Potter won her popularity by involving readers in the dilemmas of her characters using simple, almost poetic words:  In Peter Rabbit’s case, he must escape from the garden of Mr. McGregor.  Peter Rabbit’s mother already has warned him:  “‘Father had an accident there; he was put in a pie by Mrs. McGregor.’”

Here is a description from "The Tale of Mr. Jeremy Fisher":  “Mr.

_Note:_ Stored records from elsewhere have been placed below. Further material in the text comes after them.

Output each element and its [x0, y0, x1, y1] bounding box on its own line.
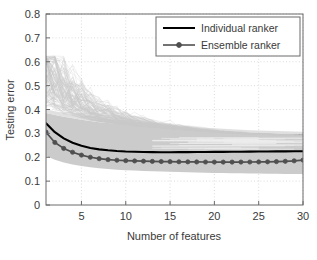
y-tick-label: 0.6 — [25, 56, 40, 68]
series-marker — [265, 160, 269, 164]
series-marker — [283, 159, 287, 163]
y-tick-label: 0.4 — [25, 104, 40, 116]
legend-swatch-marker-icon — [177, 43, 182, 48]
y-tick-label: 0.8 — [25, 8, 40, 20]
x-tick-label: 5 — [78, 210, 84, 222]
series-marker — [97, 157, 101, 161]
x-tick-label: 30 — [297, 210, 309, 222]
y-tick-label: 0.2 — [25, 151, 40, 163]
y-tick-label: 0.5 — [25, 80, 40, 92]
legend-label-individual: Individual ranker — [201, 22, 279, 34]
series-marker — [274, 160, 278, 164]
series-marker — [168, 160, 172, 164]
y-axis-title: Testing error — [4, 79, 16, 140]
x-axis-title: Number of features — [127, 230, 222, 242]
chart-figure: 00.10.20.30.40.50.60.70.851015202530 Num… — [0, 0, 317, 260]
chart-legend[interactable]: Individual ranker Ensemble ranker — [156, 17, 300, 56]
series-marker — [70, 150, 74, 154]
series-marker — [133, 159, 137, 163]
y-tick-label: 0 — [34, 199, 40, 211]
y-tick-label: 0.1 — [25, 175, 40, 187]
x-tick-label: 25 — [253, 210, 265, 222]
series-marker — [292, 159, 296, 163]
legend-label-ensemble: Ensemble ranker — [201, 39, 281, 51]
series-marker — [221, 160, 225, 164]
y-tick-label: 0.7 — [25, 32, 40, 44]
series-marker — [195, 160, 199, 164]
series-marker — [230, 160, 234, 164]
series-marker — [106, 158, 110, 162]
series-marker — [186, 160, 190, 164]
series-marker — [79, 153, 83, 157]
series-marker — [150, 159, 154, 163]
x-tick-label: 20 — [208, 210, 220, 222]
series-marker — [257, 160, 261, 164]
x-tick-label: 15 — [164, 210, 176, 222]
series-marker — [159, 159, 163, 163]
chart-canvas: 00.10.20.30.40.50.60.70.851015202530 Num… — [0, 0, 317, 260]
series-marker — [177, 160, 181, 164]
series-marker — [239, 160, 243, 164]
series-marker — [88, 155, 92, 159]
series-marker — [141, 159, 145, 163]
series-marker — [62, 146, 66, 150]
series-marker — [203, 160, 207, 164]
series-marker — [212, 160, 216, 164]
series-marker — [248, 160, 252, 164]
series-marker — [115, 158, 119, 162]
y-tick-label: 0.3 — [25, 127, 40, 139]
series-marker — [124, 159, 128, 163]
series-marker — [53, 140, 57, 144]
x-tick-label: 10 — [120, 210, 132, 222]
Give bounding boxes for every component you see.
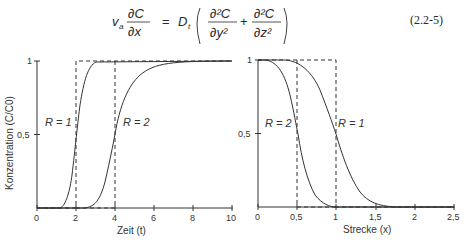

Jeremy Fisher ... lived in a little damp house amongst the buttercups at the edge of a pond.”  Jeremy Fisher, a frog, almost gets eaten by trout.

In "The Tale of Johnny Town-Mouse" she tells the story of Johnny and his visitor from the country, Timmy Willie.  Timmy Willie fell asleep in a hamper of food and was dropped off in the city.  Potter writes:  “One place suits one person, another place suits another person.  For my part I prefer to live in the country, like Timmy Willie.”

Meanwhile, Potter’s illustrations – beautiful, quiet pictures depicting animal characters in people clothes – enthrall her readers.  They are super-realistic, but also whimsical and almost dreamlike.

There is much to like about Dennison’s version of Potter’s life.  Dennison’s text is filled with telling observations.  This is Dennison’s description of Potter in her 40s:  “Her hair inclined to unruliness; she dressed as simply as prevailing fashions allowed ... in clothes that were practical to the point of shapelessness.”

Meanwhile, Dennison skillfully weaves Beatrix’s stories into every part of her narrative.  He describes a happy holiday this way: “Brother and sister revelled in a natural paradise, as companionable as Timmy and Goody Tiptoes in the nut thicket in "The Tale of Timmy Tiptoes.”

But Dennison could have benefitted from following Potter’s example of straightforward storytelling.  His narrative sometimes is distractingly non-linear.  This can facilitate a theme – as it does in many instances here.  But it also can prevent the reader from gaining traction in understanding periods in Beatrix’s life.

The effect also can be frustrating.  Readers familiar with major events in Beatrix’s life find their anticipation as to, for example, the publication of "Peter Rabbit," rewarded with backslides into earlier periods in her life.

Dennison, however, rectifies this with earnest descriptions, including his stunningly evocative paragraphs about the final chapter of Potter’s life.  At the end he describes the view today from the sitting room of her Hill Top home, now a museum in Cumbria County, in a way Potter would have loved:  [I]t stretches ... past stone cottages and snaking lanes to ... the blue slopes of mountains and the distant glimmer of sunlight on lake water, over the hills and far away."